Hut site, Keadeen, Co. Wicklow
Co. Wicklow |
Settlement Sites
On the slopes of Keadeen Mountain in Co. Wicklow, a cluster of collapsed stone walls traces the outlines of prehistoric life in a way that raises more questions than it answers.
One of the more puzzling details concerns a hut and its small annexe, two oval structures built side by side, their walls touching, yet apparently with no doorway between them and no identifiable entrance to either. Whatever the relationship between those two spaces, it was not one of simple, open access.
This particular hut is one of eight clustered within a larger prehistoric enclosure on the site, which also contains a standing stone. The group amounts to ten closely associated monuments in total, sitting together on the mountainside as a coherent, if enigmatic, prehistoric settlement. The larger of the two conjoined structures measures roughly three metres across its longest axis, enclosed by a stone wall now collapsed to around thirty centimetres in height and about a metre wide, the rubble spread by centuries of weathering. The smaller annexe, pressed against its west-northwest side, is a more modest space, under two metres across. Christiaan Corlett, writing in 2004, documented the group in some detail, and it is his survey that records the absence of any entrance feature or internal connection between the hut and its annexe. Whether the annexe was for storage, for animals, or served some other purpose entirely, the structural evidence does not say.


- [TASK OBJECTIVE]
All of the entries must be reproduced exactly, with no images carried over.

═══

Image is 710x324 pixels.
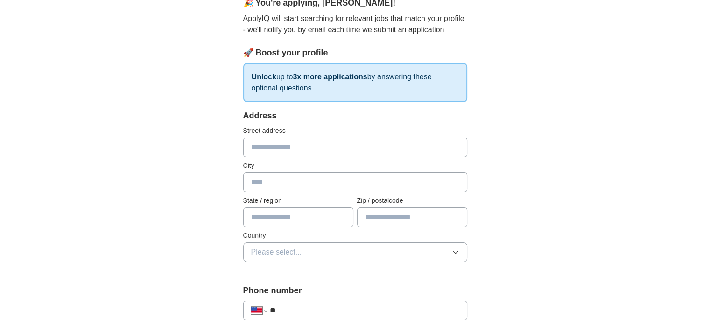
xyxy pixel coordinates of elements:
div: Address [243,110,467,122]
label: Country [243,231,467,241]
p: up to by answering these optional questions [243,63,467,102]
label: City [243,161,467,171]
label: Street address [243,126,467,136]
strong: 3x more applications [293,73,367,81]
button: Please select... [243,243,467,262]
strong: Unlock [252,73,276,81]
label: Zip / postalcode [357,196,467,206]
label: Phone number [243,285,467,297]
span: Please select... [251,247,302,258]
div: 🚀 Boost your profile [243,47,467,59]
label: State / region [243,196,353,206]
p: ApplyIQ will start searching for relevant jobs that match your profile - we'll notify you by emai... [243,13,467,35]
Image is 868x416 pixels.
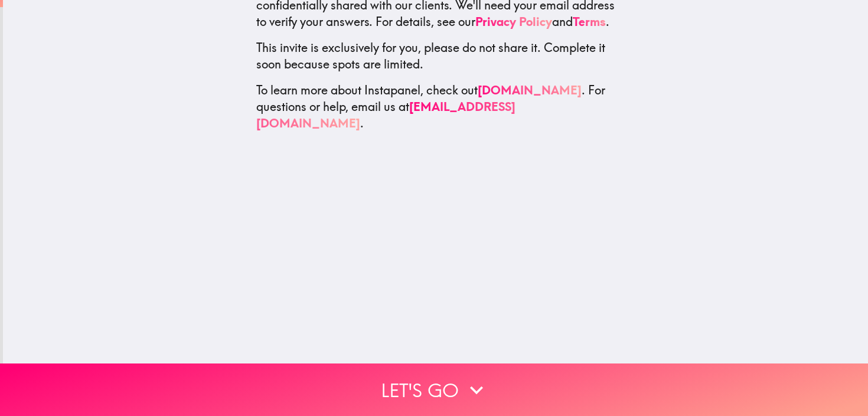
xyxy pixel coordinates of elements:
a: [DOMAIN_NAME] [477,82,582,97]
a: Terms [573,15,605,29]
a: Privacy Policy [475,15,552,29]
p: This invite is exclusively for you, please do not share it. Complete it soon because spots are li... [256,40,615,73]
a: [EMAIL_ADDRESS][DOMAIN_NAME] [256,99,516,131]
p: To learn more about Instapanel, check out . For questions or help, email us at . [256,82,615,131]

═══

- [RESULT OF THE EXERCISE]
Image is 710x324 pixels.
xyxy pixel coordinates of elements:
div: Address [243,110,467,122]
label: Country [243,231,467,241]
p: up to by answering these optional questions [243,63,467,102]
label: City [243,161,467,171]
label: Street address [243,126,467,136]
strong: 3x more applications [293,73,367,81]
button: Please select... [243,243,467,262]
strong: Unlock [252,73,276,81]
label: Zip / postalcode [357,196,467,206]
label: Phone number [243,285,467,297]
span: Please select... [251,247,302,258]
div: 🚀 Boost your profile [243,47,467,59]
label: State / region [243,196,353,206]
p: ApplyIQ will start searching for relevant jobs that match your profile - we'll notify you by emai... [243,13,467,35]
Image is 868x416 pixels.
xyxy pixel coordinates of elements:
a: [DOMAIN_NAME] [477,82,582,97]
a: Terms [573,15,605,29]
a: Privacy Policy [475,15,552,29]
p: This invite is exclusively for you, please do not share it. Complete it soon because spots are li... [256,40,615,73]
a: [EMAIL_ADDRESS][DOMAIN_NAME] [256,99,516,131]
p: To learn more about Instapanel, check out . For questions or help, email us at . [256,82,615,131]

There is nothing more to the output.